Enhanced Employee Benefits Create Profits!
Reprint: Hospitality Management Turnover-series

 

 

 

 

Operators and employees alike seem to be unable to look at this subject objectively.  Emotions all too often surface closing minds to any realistic consideration of the actual facts and thus causing gridlock.  This gridlock must be eliminated before the hospitality industry can ever expect to make any substantive progress on successfully managing its turnover dilemma.

 

In reality both the employer and the employees have the same motives in creating an outstanding, mutually beneficial turnover management program.  Both will achieve their most desired objectives.  The employers will obtain a superior work force, reduce their labor costs (fewer total hours needed to provide outstanding service) realize less waste, all but eliminate inefficiency, and create outstanding guest service and increase guest counts and sales.  The employer will spend substantially less time replacing no- shows and recruiting.  Management will have substantially more time to focus other critical priorities.  All of this will translate into greater profits.

 

The employees will obtain a truly caring employer, better training, improved skills, more participation in decisions effecting their job, better pay, better benefits, more flexibility in scheduling and a coordinated (mutually beneficial) personal career development program.  All of this, for the employee, will translate into more (current) job security, higher level of income, far greater personal professionalism, tremendously improved career opportunities and increased long term security.

 

Indeed, everyone wins when they all get on the same page.  Even the guests win.  They discover another; “favorite place to go, eat, stay and enjoy.  They will realize an increased level of trust in these progressive hospitality providers.  They will show their appreciation through their spending habits.

 

Benefits that will help employers acquire and keep outstanding employees:

ü    Eighty-percent employer paid health insurance

ü  Flexibility in scheduling

ü  Job sharing

ü  Outstanding training programs

ü  Honest, open, timely and through communications between management and hourly staff

ü  A well documented company career path with specific consistent eligibility requirements

ü  A clear well documented wage range policy (including all entry level jobs through third level management positions and/or specialty skilled jobs)

ü  A documented vacation policy that can not be manipulated by supervisors intentionally cutting days/hours and/or regularly scheduled shifts.  Policies and procedures that are employee motivators as opposed to de-motivators like cutting hours and/or shifts to avoid an employee’s paid vacation

ü  A clear, consistently administered employee promotion (career path) program 

ü  Substantive employee recognition programs

ü  Education assistance and career development programs

ü  Respect and involvement in company work related decision making

ü  A true, good faith, non- retaliatory, conflict resolution process

ü  Employer community involvement and support (philanthropic programs see “can the industry survive the shrinking labor pool” HospitalityIndustryResources.Info site)

ü  Competitive wage policies consistently administered

ü  Performance based incentive programs

ü  Paid time out for company approved community volunteer activities  

 

A very recent, credable, in depth hospitality industry survey has shown these points all to be of great importance to career oriented hospitality workers.  (see “can the industry survive the shrinking labor pool” review on the HospitalityIndustryResources.Info web site).  

 

The points outlined above proved to be of critical importance in all segments of the industry.   The survey shows the actual, turnover, impact numbers as they were measured for several of the points.   HospitalityIndustryResources.Info contributors are in the process of attempting to get permission to reprint the actual results from several extremely aggressive employers who are industry leaders in the area of turnover management. 

 

In  the third part of this three part series we will attempt to share several of the most interesting success stories from industry leaders that are willing to be identified.  We will provide a generic summary (anonymously) of studies done by leaders who request autonomy.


WORK TO BE COMPLETED.
What you hand back must match the records word for word, with no pictures.

Page and application data records

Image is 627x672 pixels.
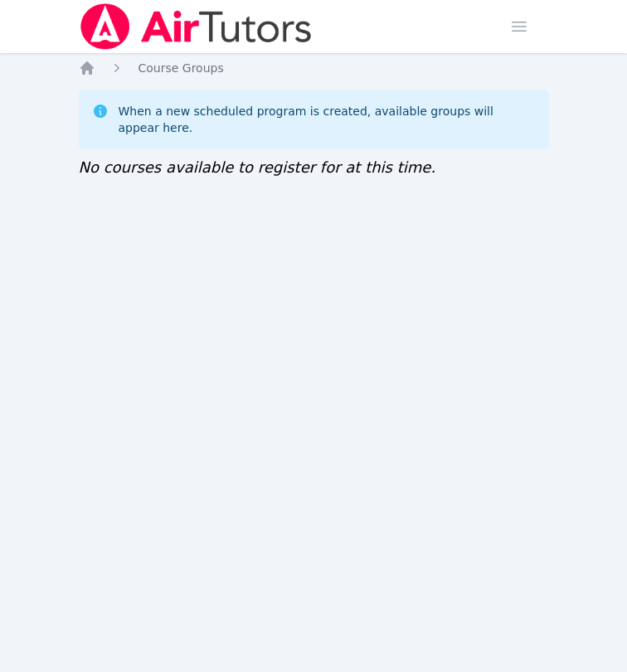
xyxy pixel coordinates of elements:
img: Air Tutors [79,3,313,50]
a: Course Groups [139,59,224,76]
span: Course Groups [139,61,224,74]
span: No courses available to register for at this time. [79,159,436,175]
div: When a new scheduled program is created, available groups will appear here. [119,103,536,136]
nav: Breadcrumb [79,59,549,76]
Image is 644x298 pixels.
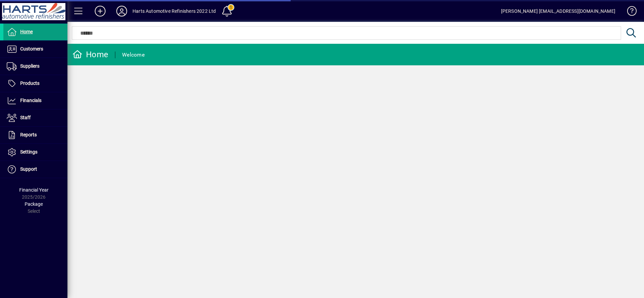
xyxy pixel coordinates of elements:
[19,187,49,193] span: Financial Year
[622,2,635,23] a: Knowledge Base
[3,41,68,57] a: Customers
[89,5,111,18] button: Add
[20,64,39,69] span: Suppliers
[20,115,30,120] span: Staff
[3,161,68,178] a: Support
[20,46,43,52] span: Customers
[3,109,68,127] a: Staff
[20,80,39,86] span: Products
[73,49,108,60] div: Home
[132,6,216,17] div: Harts Automotive Refinishers 2022 Ltd
[20,149,37,155] span: Settings
[20,167,37,172] span: Support
[3,144,68,161] a: Settings
[20,98,41,103] span: Financials
[20,132,37,138] span: Reports
[3,92,68,109] a: Financials
[25,202,43,207] span: Package
[20,29,33,34] span: Home
[501,6,615,17] div: [PERSON_NAME] [EMAIL_ADDRESS][DOMAIN_NAME]
[3,58,68,75] a: Suppliers
[3,75,68,92] a: Products
[3,127,68,143] a: Reports
[122,49,144,61] div: Welcome
[111,5,132,18] button: Profile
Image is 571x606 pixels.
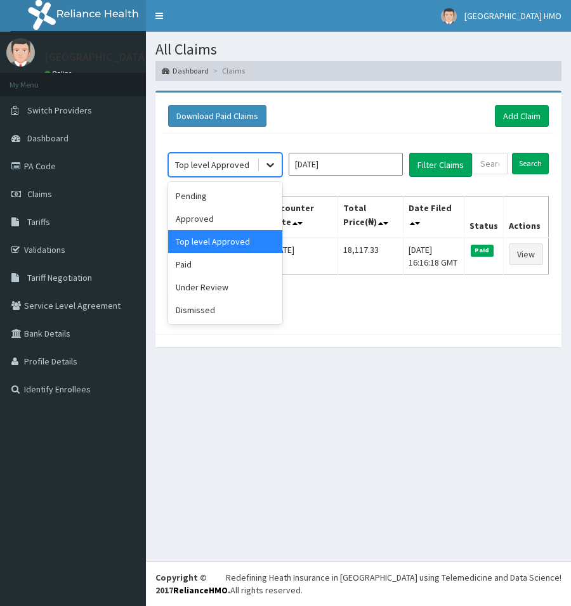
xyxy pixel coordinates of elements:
[175,159,249,171] div: Top level Approved
[503,196,548,238] th: Actions
[173,585,228,596] a: RelianceHMO
[512,153,548,174] input: Search
[470,245,493,256] span: Paid
[168,276,282,299] div: Under Review
[155,572,230,596] strong: Copyright © 2017 .
[464,196,503,238] th: Status
[27,105,92,116] span: Switch Providers
[146,561,571,606] footer: All rights reserved.
[27,188,52,200] span: Claims
[409,153,472,177] button: Filter Claims
[338,196,403,238] th: Total Price(₦)
[338,238,403,275] td: 18,117.33
[266,238,338,275] td: [DATE]
[210,65,245,76] li: Claims
[266,196,338,238] th: Encounter Date
[168,230,282,253] div: Top level Approved
[168,105,266,127] button: Download Paid Claims
[168,253,282,276] div: Paid
[472,153,507,174] input: Search by HMO ID
[289,153,403,176] input: Select Month and Year
[464,10,561,22] span: [GEOGRAPHIC_DATA] HMO
[403,238,464,275] td: [DATE] 16:16:18 GMT
[441,8,457,24] img: User Image
[6,38,35,67] img: User Image
[168,299,282,321] div: Dismissed
[226,571,561,584] div: Redefining Heath Insurance in [GEOGRAPHIC_DATA] using Telemedicine and Data Science!
[44,51,174,63] p: [GEOGRAPHIC_DATA] HMO
[44,69,75,78] a: Online
[27,133,68,144] span: Dashboard
[162,65,209,76] a: Dashboard
[403,196,464,238] th: Date Filed
[168,207,282,230] div: Approved
[27,216,50,228] span: Tariffs
[168,185,282,207] div: Pending
[27,272,92,283] span: Tariff Negotiation
[495,105,548,127] a: Add Claim
[509,243,543,265] a: View
[155,41,561,58] h1: All Claims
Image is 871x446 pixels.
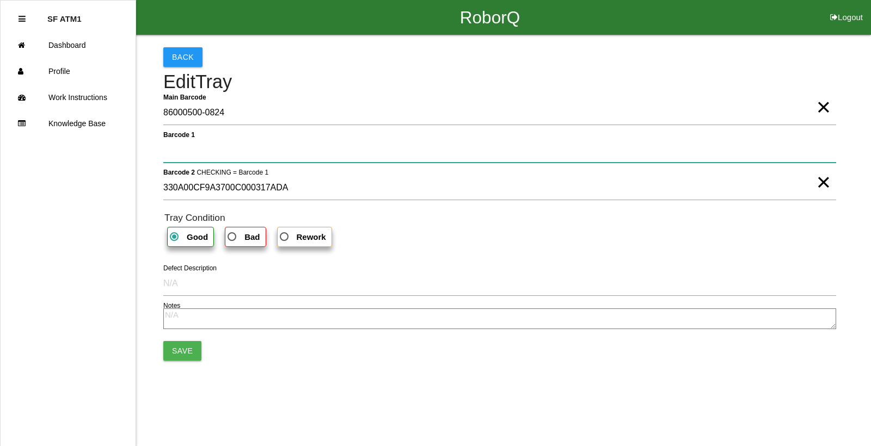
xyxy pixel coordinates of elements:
[817,85,831,107] span: Clear Input
[163,263,217,273] label: Defect Description
[47,6,82,23] p: SF ATM1
[163,301,180,311] label: Notes
[1,111,136,137] a: Knowledge Base
[163,100,836,125] input: Required
[163,94,206,101] b: Main Barcode
[163,271,836,296] input: N/A
[163,72,836,93] h4: Edit Tray
[163,341,201,361] button: Save
[163,47,202,67] button: Back
[817,161,831,182] span: Clear Input
[244,232,260,242] b: Bad
[297,232,326,242] b: Rework
[187,232,208,242] b: Good
[163,169,195,176] b: Barcode 2
[19,6,26,32] div: Close
[163,131,195,139] b: Barcode 1
[1,58,136,84] a: Profile
[1,32,136,58] a: Dashboard
[197,169,268,176] span: CHECKING = Barcode 1
[1,84,136,111] a: Work Instructions
[164,213,836,223] h6: Tray Condition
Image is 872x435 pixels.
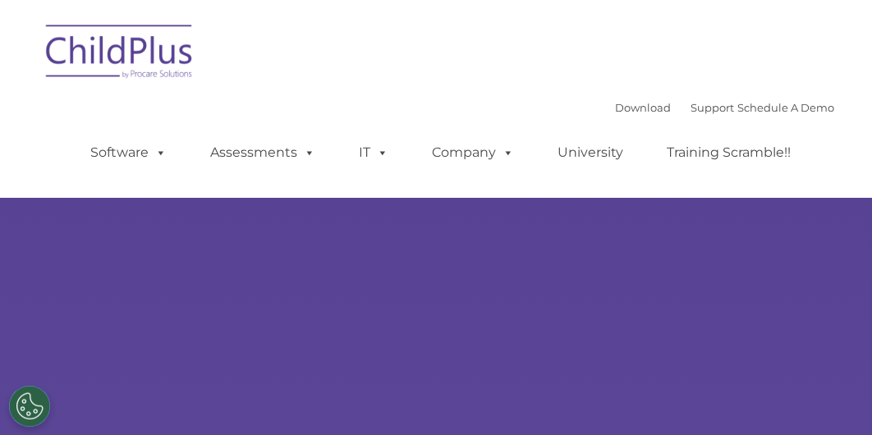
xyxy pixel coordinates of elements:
[74,136,183,169] a: Software
[650,136,807,169] a: Training Scramble!!
[9,386,50,427] button: Cookies Settings
[541,136,639,169] a: University
[194,136,332,169] a: Assessments
[342,136,405,169] a: IT
[690,101,734,114] a: Support
[615,101,834,114] font: |
[415,136,530,169] a: Company
[38,13,202,95] img: ChildPlus by Procare Solutions
[737,101,834,114] a: Schedule A Demo
[615,101,671,114] a: Download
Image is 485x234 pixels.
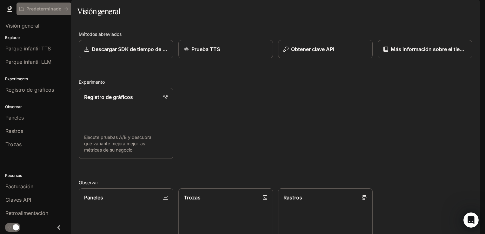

SOLUTION.
Image is 627x672 pixels.
xyxy pixel coordinates of elements:
img: Air Tutors [79,3,313,50]
a: Course Groups [139,59,224,76]
span: Course Groups [139,61,224,74]
span: No courses available to register for at this time. [79,159,436,175]
div: When a new scheduled program is created, available groups will appear here. [119,103,536,136]
nav: Breadcrumb [79,59,549,76]
Image is 644x298 pixels.
xyxy pixel coordinates of elements:
[19,187,49,193] span: Financial Year
[622,2,635,23] a: Knowledge Base
[3,41,68,57] a: Customers
[89,5,111,18] button: Add
[20,64,39,69] span: Suppliers
[20,115,30,120] span: Staff
[3,161,68,178] a: Support
[20,46,43,52] span: Customers
[3,109,68,127] a: Staff
[20,80,39,86] span: Products
[73,49,108,60] div: Home
[132,6,216,17] div: Harts Automotive Refinishers 2022 Ltd
[20,149,37,155] span: Settings
[20,167,37,172] span: Support
[3,144,68,161] a: Settings
[20,98,41,103] span: Financials
[20,132,37,138] span: Reports
[3,92,68,109] a: Financials
[25,202,43,207] span: Package
[20,29,33,34] span: Home
[501,6,615,17] div: [PERSON_NAME] [EMAIL_ADDRESS][DOMAIN_NAME]
[3,58,68,75] a: Suppliers
[3,75,68,92] a: Products
[3,127,68,143] a: Reports
[122,49,144,61] div: Welcome
[111,5,132,18] button: Profile
Image is 571x606 pixels.
xyxy pixel coordinates of elements:
[175,159,249,171] div: Top level Approved
[503,196,548,238] th: Actions
[173,585,228,596] a: RelianceHMO
[512,153,548,174] input: Search
[470,245,493,256] span: Paid
[168,276,282,299] div: Under Review
[155,572,230,596] strong: Copyright © 2017 .
[464,196,503,238] th: Status
[27,105,92,116] span: Switch Providers
[146,561,571,606] footer: All rights reserved.
[27,188,52,200] span: Claims
[409,153,472,177] button: Filter Claims
[338,196,403,238] th: Total Price(₦)
[338,238,403,275] td: 18,117.33
[266,238,338,275] td: [DATE]
[210,65,245,76] li: Claims
[266,196,338,238] th: Encounter Date
[168,230,282,253] div: Top level Approved
[168,105,266,127] button: Download Paid Claims
[168,253,282,276] div: Paid
[472,153,507,174] input: Search by HMO ID
[289,153,403,176] input: Select Month and Year
[464,10,561,22] span: [GEOGRAPHIC_DATA] HMO
[403,238,464,275] td: [DATE] 16:16:18 GMT
[441,8,457,24] img: User Image
[6,38,35,67] img: User Image
[168,299,282,321] div: Dismissed
[226,571,561,584] div: Redefining Heath Insurance in [GEOGRAPHIC_DATA] using Telemedicine and Data Science!
[44,51,174,63] p: [GEOGRAPHIC_DATA] HMO
[44,69,75,78] a: Online
[27,133,68,144] span: Dashboard
[162,65,209,76] a: Dashboard
[403,196,464,238] th: Date Filed
[168,207,282,230] div: Approved
[27,216,50,228] span: Tariffs
[168,185,282,207] div: Pending
[27,272,92,283] span: Tariff Negotiation
[495,105,548,127] a: Add Claim
[509,243,543,265] a: View
[155,41,561,58] h1: All Claims
Image is 871x446 pixels.
xyxy pixel coordinates of elements:
[817,85,831,107] span: Clear Input
[163,263,217,273] label: Defect Description
[47,6,82,23] p: SF ATM1
[163,301,180,311] label: Notes
[1,111,136,137] a: Knowledge Base
[163,100,836,125] input: Required
[163,94,206,101] b: Main Barcode
[163,271,836,296] input: N/A
[163,72,836,93] h4: Edit Tray
[163,341,201,361] button: Save
[163,47,202,67] button: Back
[817,161,831,182] span: Clear Input
[244,232,260,242] b: Bad
[297,232,326,242] b: Rework
[187,232,208,242] b: Good
[163,169,195,176] b: Barcode 2
[19,6,26,32] div: Close
[163,131,195,139] b: Barcode 1
[1,58,136,84] a: Profile
[1,32,136,58] a: Dashboard
[197,169,268,176] span: CHECKING = Barcode 1
[1,84,136,111] a: Work Instructions
[164,213,836,223] h6: Tray Condition
Image is 872x435 pixels.
xyxy pixel coordinates of elements:
[74,136,183,169] a: Software
[650,136,807,169] a: Training Scramble!!
[9,386,50,427] button: Cookies Settings
[541,136,639,169] a: University
[194,136,332,169] a: Assessments
[342,136,405,169] a: IT
[690,101,734,114] a: Support
[615,101,834,114] font: |
[415,136,530,169] a: Company
[38,13,202,95] img: ChildPlus by Procare Solutions
[737,101,834,114] a: Schedule A Demo
[615,101,671,114] a: Download
Image is 485x234 pixels.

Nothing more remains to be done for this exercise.